The event, titled “Buffalo Tales: A Biography of This Iconic Ungulate,” is sponsored by the Biodiversity Institute; the Native American Education, Research and Cultural Center; the UW student group Keepers of the Fire; and Wyoming PBS.
“‘Buffalo Tales: A Biography of This Iconic Ungulate’ is an event that highlights not just this amazing animal, but its relationship to Indigenous people in North America,” says Brent Ewers, director of UW’s Biodiversity Institute. “This relationship is foundational to the conservation of buffalo, and I hope people leave the event with an appreciation of why we need to work even more on conservation of buffalo under the leadership of Indigenous people.”
During the program, two graduate students will feature their UW-related bison research at educational tables. Tana Verzuh, a Ph.D. ecology student from Durango, Colo., in UW’s Program of Ecology and Evolution, will share some preliminary results from her research, as well as photos and equipment used to study bison restoration efforts in Banff National Park in Canada. Verzuh, who is expected to graduate in May 2024, received one of the Biodiversity Institute’s graduate research enhancement grants -- the Richard Baldes Native American Excellence Fund in Biodiversity Conservation -- in 2022. This funding supported her fieldwork in Banff National Park.
Janey Fugate, a third-year master’s student in both zoology and physiology, and environment and natural resources, from Atlanta, Ga., will be unable to attend the event but will send a poster of her research to display. Her research focuses on how Yellowstone bison, after being nearly extirpated from the landscape in the late 19th century, established the migration patterns and strategies they exhibit today.
Additionally, the UW Museum of Vertebrates will display a bison skull, as well as jawbone specimens from its collection that were used in a doctoral research project in the 1960s. The UW Archaeological Repository will provide a final educational table. Specimens, from two extinct bison species that used to live in North America and are direct ancestors to modern bison, will be displayed.
Before the film screenings, free Indian tacos will be provided in the lobby by Keepers of the Fire. The UW student group will use buffalo meat donated by the Wind River Tribal Buffalo Initiative.

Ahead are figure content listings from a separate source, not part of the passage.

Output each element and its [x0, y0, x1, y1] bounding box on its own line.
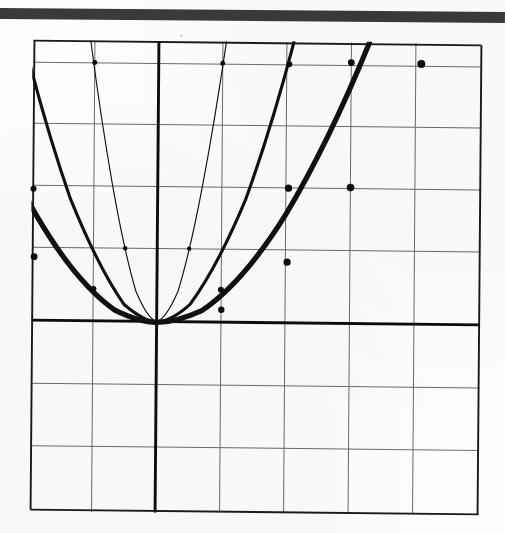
point-marker	[31, 253, 38, 260]
frame-top	[33, 41, 481, 46]
curve-y-equals-half-x-squared	[0, 40, 369, 324]
point-marker	[348, 59, 355, 66]
grid-line-vertical	[284, 42, 287, 513]
point-marker	[123, 246, 127, 250]
grid-line-horizontal	[33, 123, 481, 128]
x-axis	[32, 320, 480, 325]
grid-line-vertical	[220, 42, 223, 513]
grid-line-horizontal	[33, 62, 481, 67]
point-marker	[283, 259, 290, 266]
point-marker	[347, 184, 355, 192]
scanned-page	[0, 0, 505, 533]
grid-line-horizontal	[33, 185, 481, 190]
grid-line-vertical	[413, 43, 416, 514]
parabola-figure	[0, 0, 505, 533]
scan-speck	[180, 34, 182, 36]
y-axis	[155, 41, 159, 512]
grid-line-vertical	[348, 43, 351, 514]
point-marker	[92, 60, 97, 65]
grid-line-vertical	[92, 41, 95, 512]
frame-right	[478, 45, 482, 514]
point-marker	[90, 286, 96, 292]
grid-line-horizontal	[31, 383, 479, 388]
point-marker	[286, 61, 292, 67]
point-marker	[417, 60, 425, 68]
frame-left	[31, 41, 35, 510]
point-marker	[218, 307, 224, 313]
point-marker	[218, 287, 224, 293]
point-marker	[187, 246, 191, 250]
grid-lines	[31, 41, 482, 515]
point-marker	[31, 186, 37, 192]
point-marker	[285, 185, 292, 192]
point-marker	[220, 61, 225, 66]
grid-line-horizontal	[31, 446, 479, 451]
frame-bottom	[31, 510, 479, 515]
grid-line-horizontal	[32, 247, 480, 252]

Film screenings will start at 6 p.m. in the Berry Center auditorium and will run approximately an hour. Screenings will feature a clip from the new Ken Burns documentary, “The American Buffalo,” that recently premiered on PBS and “Homecoming,” a short documentary that focuses on Baldes and his work to bring buffalo back to tribal communities. After the film screenings, Baldes will host a 30-minute question-and-answer session.
Baldes, of Fort Washakie, received his undergraduate and graduate degrees in land resources and environmental sciences from Montana State University, where he focused on tribal bison restoration. He is the Tribal Buffalo Program manager for the National Wildlife Federation’s Tribal Partnerships Program.
He is on the board of directors for the InterTribal Buffalo Council; a board of trustees member for the Conservation Lands Foundation; and on the environmental commission of the Congress of Nations and States. Baldes also is executive director of the Wind River Tribal Buffalo Initiative, and he is an instructor at Central Wyoming College and Wind River Tribal College. He recently served as a consultant for “The American Buffalo” documentary.